Cell
By Naomi Cohn
The blood of language moves through the word cell from monk’s cell to prison cell to biological cell. I don’t know why a Braille cell is called a cell. I don’t know how many blood cells Louis Braille lost when the awl he was playing with as a small child slipped and injured his eye.
Red blood cells live some hundred days before they are worn out by their silent hustle—looping and looping, pounded through the heart’s chambered cathedral, rushing out to the farthest reaches of the body with the good news of oxygen, squeezing single file along capillaries, like anxious deer probing their tracks through the woods. Rushing, silent, looping the circuits of the body. Again, again, again. Load iron. Dump iron. Load dump squeeze hustle.
Red blood cells pushed through the capillaries that pushed through my retinas. They broke loose to run a green swarm in the corral of my eye. But that is history. Today cells still push through the capillaries fenced off by my calloused fingerprint. This one that I run over the Braille cell, the pattern of bumps.
—
A red blood cell is measured in microns. A solitary prison cell is measured in feet. Six feet by nine feet or less. I don’t know what the unit of measure is for how living in solitary changes a person. We know that living in a confined space, without access to the long view or landscape, changes the eye. The eye, for lack of practice, loses its ability to make out what lies in the distance. I don’t have a unit of measure for what this does to the heart.
—
A Braille cell is measured in spaces in a grid—two across by three down—that can be filled with a raised dot or bump. Different combinations of dots represent different letters, punctuation, symbols, shorthand.
—
The oldest cell I find in the dictionary is the monastic cell, a place for contemplation. From the concealed place where wine was stored. As in cellar. I find Braille contemplative. I touch my index finger to a bumpy piece of paper. My hand advances slowly left to right, the touch receptors in my finger triggered by the uneven contact of paper and skin. Messages run along nerves, finger-to-brain, brain-to-finger. Cognition sizzles. Mind notices this feels different than the pathway of sound in ear to auditory processing. Listening pulls me out into the world in an infinity of directions. Touching my reading educates me on my exact location in the world, feet in shoes, weight of foot on ground, weight of bones and flesh in chair.
Red blood cells live some hundred days before they are worn out by their silent hustle—looping and looping, pounded through the heart’s chambered cathedral, rushing out to the farthest reaches of the body with the good news of oxygen, squeezing single file along capillaries, like anxious deer probing their tracks through the woods. Rushing, silent, looping the circuits of the body.
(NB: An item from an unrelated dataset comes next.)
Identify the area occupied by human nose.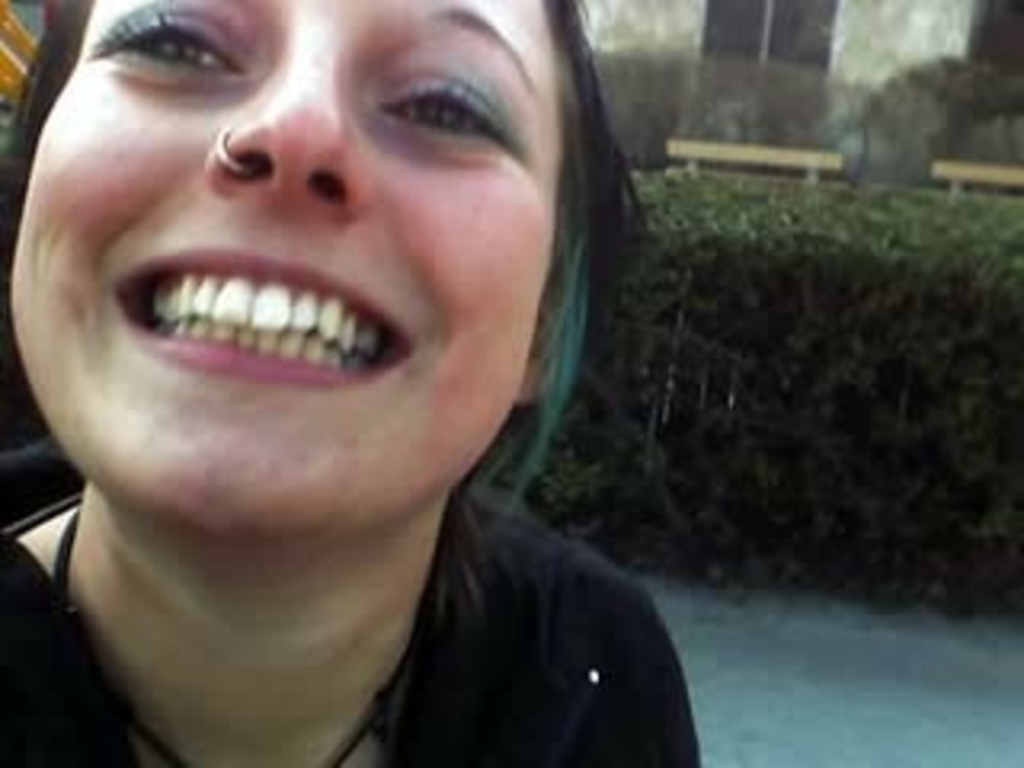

Again, again, again. Load iron. Dump iron. Load dump squeeze hustle.
Red blood cells pushed through the capillaries that pushed through my retinas. They broke loose to run a green swarm in the corral of my eye. But that is history. Today cells still push through the capillaries fenced off by my calloused fingerprint. This one that I run over the Braille cell, the pattern of bumps.
—
A red blood cell is measured in microns. A solitary prison cell is measured in feet. Six feet by nine feet or less. I don’t know what the unit of measure is for how living in solitary changes a person. We know that living in a confined space, without access to the long view or landscape, changes the eye. The eye, for lack of practice, loses its ability to make out what lies in the distance. I don’t have a unit of measure for what this does to the heart.
—
A Braille cell is measured in spaces in a grid—two across by three down—that can be filled with a raised dot or bump. Different combinations of dots represent different letters, punctuation, symbols, shorthand.
—
The oldest cell I find in the dictionary is the monastic cell, a place for contemplation. From the concealed place where wine was stored. As in cellar. I find Braille contemplative. I touch my index finger to a bumpy piece of paper. My hand advances slowly left to right, the touch receptors in my finger triggered by the uneven contact of paper and skin. Messages run along nerves, finger-to-brain, brain-to-finger. Cognition sizzles. Mind notices this feels different than the pathway of sound in ear to auditory processing. Listening pulls me out into the world in an infinity of directions. Touching my reading educates me on my exact location in the world, feet in shoes, weight of foot on ground, weight of bones and flesh in chair.